|
Although the first Christians were all of them Jews, with every year
that passed the influence of the Jewish Christians diminished, once the
Greeks, too, came into the Church. The failure of the efforts of one
section to enforce within the new religion the observance of the Mosaic
Law as such, was a very notable setback. The Gentile converts easily
outnumbered the Jewish and by the time of the death of St. Paul the
Jewish Christians were already a minority. In 62 they lost the Apostle
who seems to have been their especial leader -- James, the Bishop of
Jerusalem; and eight years later the armies of Vespasian and Titus,
destroying the Holy City and the last vestiges of independent Jewish
political organisation, ended inevitably the prestige of the church in
which Christianity had first been organised. There would now be no
repetition of the danger, which the Church had so recently escaped,
that it would present itself to the world as simply another Jewish
sect. The Roman soldiery had, in very grim fashion, crowned the work of
St. Paul.
But for all that Jerusalem was no more, razed to the very ground as Our
Lord had prophesied, with only the camp of the Tenth Legion to mark
where it had stood, its Christian population continued to lead a
collective life. Some vision had warned the bishop -- Simeon -- of the
coming troubles, and the faithful had left the city in time, and
settled at Pella, in the pagan country across the Jordan. Here for yet
another century and more they survived, isolated from the rest of the
Church and increasingly a prey to heretical developments. The belief in
the essential divinity of Our Lord changed into what was afterwards
called Adoptianism. He was-the child of Joseph and Mary and later,
because of his scrupulous fidelity to the Law, permitted to become the
Christ. That destiny is open to all his followers. Whence, among these
heretical Judeo- Christians -- the Ebionites -- a devotion to the Law
unsurpassed by the Pharisees themselves. Of the sacred books which
later formed the New Testament they possessed the Gospel of St.
Matthew. St. Paul they held in abhorrence as an apostate and a
perverter of the truth. The second generation of the Ebionites, through
contact with the Jewish sect of the Essenes, added yet other beliefs
and practices. They had their own theory of a double creation of good
and bad, perpetuated through the centuries in parallel lines of good
and of lying prophets, descendants of Adam and of Eve respectively.
More accurately, these are re-incarnations of the one prophet, and this
one prophet it is who has appeared in Jesus Christ. He is not God.
Circumcision is retained along with Baptism, a vegetarian diet is
prescribed, a daily bath, and, as a means of avoiding sexual sin,
marriage at the very beginning of puberty. In their Eucharist water
takes the place of wine. A still later development is that of the
Elkasaites of whose distinctive tenets, however, nothing is known with
certainty.
Ebionites and Elkasaites were of course heretics. Side by side with
them, however, but in ever dwindling numbers the Christian Church
survived for yet two centuries at least. St. Jerome writes of these
survivors to St. Augustine, and finds them sufficiently orthodox in
faith. Though they do not reject St. Paul, they cling steadfastly to
all the customs of the Jews. In an earlier generation they had produced
at least one writer Hegesippus, who, (c. 150), set himself to travel
throughout the world comparing his own faith with that professed by all
the bishops he encountered, and endeavouring to construct a pedigree of
orthodox teachers, linking the bishops of his day with the Apostles.
All the bishops he met agreed in doctrine and the doctrine was that
which he himself had been taught. Also he noted the names of the
bishops of the Roman Church down to Anicetus. It is evident from the
few references to these Jewish Christian Churches of the East, and from
the occasional confusion in what references we do possess, that they
had ceased to be more than a matter of archaeology to the learned men
who wrote about them. By the fifth century they are nothing more than
this, and thence on they are entirely lost to view.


-- What is needed --
Among the lines of the material below, how many carry the word "name"? Only the number is wanted.
┌────────
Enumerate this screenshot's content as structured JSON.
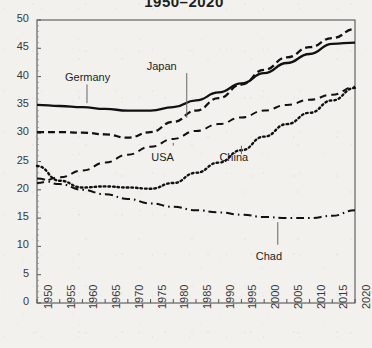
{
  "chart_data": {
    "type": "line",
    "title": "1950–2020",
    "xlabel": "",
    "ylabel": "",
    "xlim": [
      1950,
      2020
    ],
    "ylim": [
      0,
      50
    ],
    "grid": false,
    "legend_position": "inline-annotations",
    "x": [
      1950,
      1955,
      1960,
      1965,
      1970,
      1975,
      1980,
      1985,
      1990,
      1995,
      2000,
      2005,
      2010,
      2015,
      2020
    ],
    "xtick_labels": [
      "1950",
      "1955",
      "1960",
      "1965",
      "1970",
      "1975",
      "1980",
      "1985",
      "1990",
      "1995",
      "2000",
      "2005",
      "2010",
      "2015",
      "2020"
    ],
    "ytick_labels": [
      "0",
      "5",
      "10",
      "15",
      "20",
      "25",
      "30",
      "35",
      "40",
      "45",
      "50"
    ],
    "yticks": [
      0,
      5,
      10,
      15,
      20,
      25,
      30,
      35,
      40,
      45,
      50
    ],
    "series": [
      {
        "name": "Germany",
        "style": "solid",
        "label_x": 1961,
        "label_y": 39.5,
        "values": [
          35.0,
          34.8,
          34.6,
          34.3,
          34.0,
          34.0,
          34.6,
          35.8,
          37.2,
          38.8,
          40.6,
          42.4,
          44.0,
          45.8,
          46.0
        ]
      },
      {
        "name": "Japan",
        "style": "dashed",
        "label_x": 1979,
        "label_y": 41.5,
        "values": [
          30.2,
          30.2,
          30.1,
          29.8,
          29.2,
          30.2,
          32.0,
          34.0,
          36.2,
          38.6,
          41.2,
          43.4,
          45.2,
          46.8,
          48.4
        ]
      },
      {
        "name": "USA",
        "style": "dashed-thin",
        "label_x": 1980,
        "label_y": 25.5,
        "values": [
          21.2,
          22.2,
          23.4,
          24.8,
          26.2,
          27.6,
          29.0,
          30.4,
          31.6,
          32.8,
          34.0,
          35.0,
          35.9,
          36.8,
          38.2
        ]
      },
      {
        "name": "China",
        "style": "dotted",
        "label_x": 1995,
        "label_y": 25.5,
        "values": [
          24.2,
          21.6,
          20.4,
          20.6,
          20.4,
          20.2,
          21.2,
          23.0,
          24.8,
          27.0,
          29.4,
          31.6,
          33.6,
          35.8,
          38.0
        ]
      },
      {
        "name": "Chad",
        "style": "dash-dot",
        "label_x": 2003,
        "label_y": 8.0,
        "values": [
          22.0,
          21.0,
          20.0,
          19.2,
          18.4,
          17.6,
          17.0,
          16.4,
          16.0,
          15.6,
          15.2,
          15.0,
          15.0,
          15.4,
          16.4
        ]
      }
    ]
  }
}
└────────
┌────────
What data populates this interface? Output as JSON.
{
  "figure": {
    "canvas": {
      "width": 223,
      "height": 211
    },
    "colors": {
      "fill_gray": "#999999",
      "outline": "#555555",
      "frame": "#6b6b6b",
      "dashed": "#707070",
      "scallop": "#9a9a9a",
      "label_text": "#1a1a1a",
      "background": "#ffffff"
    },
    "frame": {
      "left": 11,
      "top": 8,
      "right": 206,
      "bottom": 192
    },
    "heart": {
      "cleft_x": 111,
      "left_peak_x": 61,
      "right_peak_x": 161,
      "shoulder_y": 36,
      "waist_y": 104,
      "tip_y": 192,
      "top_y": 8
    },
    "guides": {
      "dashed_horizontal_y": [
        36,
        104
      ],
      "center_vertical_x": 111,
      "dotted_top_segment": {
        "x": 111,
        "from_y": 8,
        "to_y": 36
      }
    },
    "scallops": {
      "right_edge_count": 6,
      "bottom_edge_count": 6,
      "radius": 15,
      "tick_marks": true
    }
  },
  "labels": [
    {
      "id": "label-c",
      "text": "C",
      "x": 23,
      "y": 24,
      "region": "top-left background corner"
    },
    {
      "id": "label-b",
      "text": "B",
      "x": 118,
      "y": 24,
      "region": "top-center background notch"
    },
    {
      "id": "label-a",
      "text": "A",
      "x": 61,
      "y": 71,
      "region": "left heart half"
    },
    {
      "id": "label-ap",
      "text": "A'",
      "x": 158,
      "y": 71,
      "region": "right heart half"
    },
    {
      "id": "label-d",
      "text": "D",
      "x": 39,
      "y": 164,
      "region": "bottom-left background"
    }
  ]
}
└────────
-- Reply to the task --
5